My answers below. Johanness answers are not completly correct (sorry to be so blunt Johanness...). 

Point is that the business tier is completely and utterly dynamic. Stop thinking static schemas and predefined-what-ever. Doesnt mean you dont need to define meta-data, but you dont put it into DBs / static schemas that you distribute and fight to keep consistent.

Answers below. These also override the previous email I send that was only 1/2 finished.

Cheers,
Gert.




At the moment there are no business components available in github and
it is bit too hard to get bigger picture how to setup hbird based
system.

I think the best way would be for Gert to publish the application-layer parts he's written under his GitHub account, maybe under a name like "hbird-application", or something like it. Users like ESTcube could then pull in dependencies from the application layer by pointing to the artifacts in there.


Ok, I will created a new repository. I think we should merge and not split further, but perhaps this is the first step towards merging...
Yes, and no.

The names are conventions that you are responsible for maintaining in a consistent state. The problem of consistency will not change if you dont use the name; if you use a DB ID, what happens if you change the ID one place?... etc, etc. So a parameter name is as good an identifier as anything else.

Most of the business tier ccept and process any parameter injected. This includes; distribution, storage, and display. There is no need to hardcode the parameter or define it statically. 

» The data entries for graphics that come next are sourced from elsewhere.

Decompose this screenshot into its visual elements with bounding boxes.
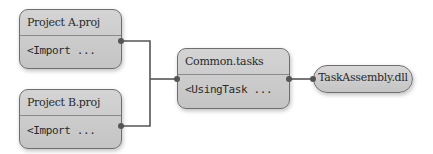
port-dot-icon [118,38,124,44]
port-dot-icon [310,76,316,82]
port-dot-icon [118,123,124,129]
port-dot-icon [174,76,180,82]
port-dot-icon [286,76,292,82]
connector-dots [0,0,433,154]
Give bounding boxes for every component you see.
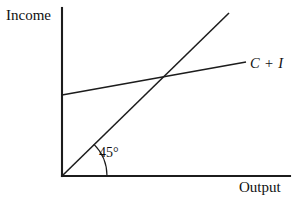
y-axis-label: Income bbox=[6, 8, 51, 23]
angle-label: 45° bbox=[99, 146, 119, 160]
keynesian-cross-figure: Income Output C + I 45° bbox=[0, 0, 295, 199]
x-axis-label: Output bbox=[239, 180, 281, 195]
c-plus-i-line bbox=[62, 62, 246, 95]
forty-five-degree-line bbox=[62, 13, 229, 176]
figure-canvas bbox=[0, 0, 295, 199]
c-plus-i-label: C + I bbox=[250, 56, 284, 71]
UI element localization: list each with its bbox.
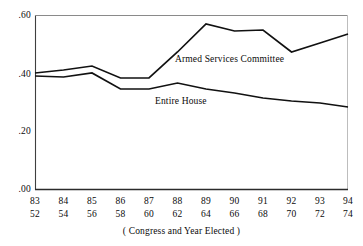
x-tick-year-9: 70 [281, 209, 303, 219]
x-tick-congress-2: 85 [81, 196, 103, 206]
x-tick-year-4: 60 [138, 209, 160, 219]
x-tick-year-11: 74 [337, 209, 359, 219]
chart-container: .60 .40 .20 .00 83 84 85 86 87 88 89 90 … [0, 0, 363, 246]
x-tick-year-7: 66 [224, 209, 246, 219]
x-tick-year-2: 56 [81, 209, 103, 219]
x-tick-congress-9: 92 [281, 196, 303, 206]
x-axis-caption: ( Congress and Year Elected ) [0, 226, 363, 236]
x-tick-congress-8: 91 [252, 196, 274, 206]
x-tick-year-3: 58 [110, 209, 132, 219]
x-tick-year-0: 52 [24, 209, 46, 219]
x-tick-year-8: 68 [252, 209, 274, 219]
x-tick-year-10: 72 [309, 209, 331, 219]
y-tick-label-00: .00 [5, 184, 31, 194]
x-tick-congress-7: 90 [224, 196, 246, 206]
x-tick-congress-0: 83 [24, 196, 46, 206]
x-tick-year-5: 62 [167, 209, 189, 219]
y-tick-label-40: .40 [5, 69, 31, 79]
series-label-entire-house: Entire House [155, 96, 207, 106]
y-tick-label-20: .20 [5, 126, 31, 136]
x-tick-year-6: 64 [195, 209, 217, 219]
x-tick-congress-10: 93 [309, 196, 331, 206]
x-tick-congress-11: 94 [337, 196, 359, 206]
x-tick-year-1: 54 [53, 209, 75, 219]
x-tick-congress-5: 88 [167, 196, 189, 206]
x-tick-congress-1: 84 [53, 196, 75, 206]
x-tick-congress-3: 86 [110, 196, 132, 206]
x-tick-congress-4: 87 [138, 196, 160, 206]
y-tick-label-60: .60 [5, 10, 31, 20]
series-line-armed-services [35, 24, 348, 78]
x-tick-congress-6: 89 [195, 196, 217, 206]
series-label-armed-services: Armed Services Committee [175, 54, 284, 64]
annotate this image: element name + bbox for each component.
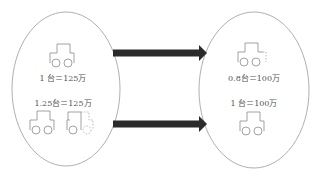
quarter-car-icon — [67, 112, 81, 134]
car-icon — [50, 44, 74, 67]
missing-car-part-dotted-icon — [81, 112, 93, 134]
arrow-top — [113, 45, 207, 61]
left-group-ellipse — [12, 12, 120, 166]
right-bottom-label: 1 台＝100万 — [231, 99, 278, 109]
diagram-canvas — [0, 0, 317, 178]
arrow-bottom — [113, 116, 207, 132]
car-icon — [240, 112, 264, 135]
missing-car-part-dotted-icon — [263, 52, 266, 62]
car-icon — [30, 111, 54, 134]
right-top-label: 0.8台＝100万 — [228, 74, 280, 84]
left-bottom-label: 1.25台＝125万 — [34, 99, 91, 109]
partial-car-icon — [238, 43, 263, 66]
left-top-label: 1 台＝125万 — [40, 74, 87, 84]
right-group-ellipse — [199, 12, 309, 168]
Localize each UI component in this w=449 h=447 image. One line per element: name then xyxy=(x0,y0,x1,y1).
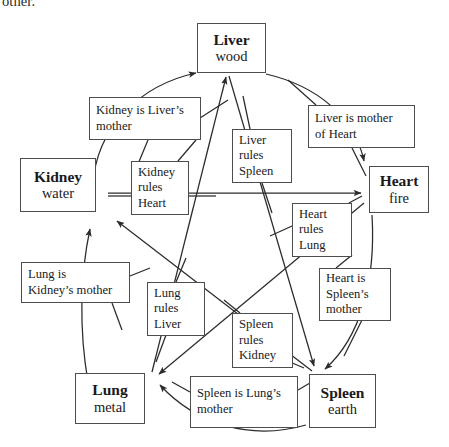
node-kidney-phase: water xyxy=(42,185,74,202)
node-liver-name: Liver xyxy=(213,31,249,48)
leader-heart-lung-b xyxy=(349,196,362,203)
label-lung-is-kidneys-mother[interactable]: Lung is Kidney’s mother xyxy=(21,262,130,303)
label-liver-spleen-line1: Liver xyxy=(239,133,266,149)
label-liver-spleen-line3: Spleen xyxy=(239,164,273,180)
leader-spleen-kidney-a xyxy=(224,300,240,313)
leader-liver-spleen-a xyxy=(243,96,250,129)
label-spleen-is-lungs-mother[interactable]: Spleen is Lung’s mother xyxy=(190,376,298,428)
label-lung-rules-liver[interactable]: Lung rules Liver xyxy=(147,282,205,336)
label-heart-spleen-line1: Heart is xyxy=(326,271,366,287)
label-heart-lung-line1: Heart xyxy=(299,207,327,223)
label-spleen-kidney-line3: Kidney xyxy=(239,348,276,364)
leader-kidney-liver-c xyxy=(200,100,228,118)
node-lung-phase: metal xyxy=(94,399,126,416)
label-lung-liver-line2: rules xyxy=(154,301,178,317)
label-spleen-kidney-line1: Spleen xyxy=(239,317,273,333)
diagram-canvas: other. xyxy=(0,0,449,447)
label-kidney-heart-line1: Kidney xyxy=(138,165,175,181)
label-lung-kidney-line2: Kidney’s mother xyxy=(28,283,112,299)
node-lung[interactable]: Lung metal xyxy=(75,373,145,424)
node-spleen-phase: earth xyxy=(328,401,357,418)
label-spleen-lung-line2: mother xyxy=(197,402,233,418)
label-spleen-rules-kidney[interactable]: Spleen rules Kidney xyxy=(232,313,293,368)
label-liver-rules-spleen[interactable]: Liver rules Spleen xyxy=(232,129,292,183)
label-liver-is-mother-of-heart[interactable]: Liver is mother of Heart xyxy=(308,105,415,148)
node-heart-phase: fire xyxy=(389,190,409,207)
label-heart-lung-line3: Lung xyxy=(299,238,326,254)
node-liver-phase: wood xyxy=(215,48,247,65)
label-heart-rules-lung[interactable]: Heart rules Lung xyxy=(292,203,352,257)
leader-lung-kidney-a xyxy=(130,268,150,276)
label-lung-liver-line1: Lung xyxy=(154,286,181,302)
node-kidney-name: Kidney xyxy=(34,168,82,185)
node-spleen-name: Spleen xyxy=(321,384,365,401)
leader-lung-kidney-b xyxy=(112,303,122,330)
label-lung-kidney-line1: Lung is xyxy=(28,267,66,283)
label-kidney-rules-heart[interactable]: Kidney rules Heart xyxy=(131,161,189,215)
leader-spleen-lung-a xyxy=(172,382,190,392)
arc-lung-to-kidney xyxy=(82,229,90,382)
node-kidney[interactable]: Kidney water xyxy=(20,158,96,212)
node-heart-name: Heart xyxy=(380,172,419,189)
label-kidney-liver-line2: mother xyxy=(96,119,132,135)
leader-liver-heart-b xyxy=(352,148,366,176)
label-lung-liver-line3: Liver xyxy=(154,317,181,333)
label-kidney-is-livers-mother[interactable]: Kidney is Liver’s mother xyxy=(89,97,201,140)
node-spleen[interactable]: Spleen earth xyxy=(309,374,376,428)
label-kidney-heart-line3: Heart xyxy=(138,196,166,212)
node-heart[interactable]: Heart fire xyxy=(369,166,429,213)
leader-liver-spleen-b xyxy=(262,183,272,213)
label-heart-spleen-line2: Spleen’s xyxy=(326,287,369,303)
node-lung-name: Lung xyxy=(92,381,127,398)
label-heart-is-spleens-mother[interactable]: Heart is Spleen’s mother xyxy=(319,268,391,321)
label-kidney-liver-line1: Kidney is Liver’s xyxy=(96,103,184,119)
label-liver-heart-line2: of Heart xyxy=(315,127,357,143)
label-liver-heart-line1: Liver is mother xyxy=(315,111,393,127)
label-heart-lung-line2: rules xyxy=(299,222,323,238)
leader-heart-spleen-b xyxy=(344,320,362,356)
label-liver-spleen-line2: rules xyxy=(239,148,263,164)
label-heart-spleen-line3: mother xyxy=(326,302,362,318)
label-spleen-lung-line1: Spleen is Lung’s xyxy=(197,386,281,402)
leader-kidney-liver-b xyxy=(178,140,196,161)
label-spleen-kidney-line2: rules xyxy=(239,333,263,349)
node-liver[interactable]: Liver wood xyxy=(197,23,266,73)
label-kidney-heart-line2: rules xyxy=(138,180,162,196)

You might create specific chains of dependencies where you will need to process specific parameters. For example the command 'lock states' are specific parameters whose value the command releaser checks. But in general static schemas are not needed. This is configuration that you create (more later).

A display should be flexible enough to display what is send. The Parameter type, as used in the Exchange and Business Tier, is generic enough. It holds, besides name and value, unit and description as well as the name of the source. Thats all that most displays needs to display the parameters. 


For your example (I will create a Guide on the website to explain exactly this example in detail.);

1. Create a HTTP capabel Camel Endpoint; a consumer endpoint. The endpoint access the wheather station and reads the Parameter(s). This component is part of your Transport Tier! It is a protocol layer integration mechanism between a Hummingbird system and 'something'. And it has no SSM and no XTCE. Because XTCE and SSM solves specific problems when talking with certain classes of spacecrafts.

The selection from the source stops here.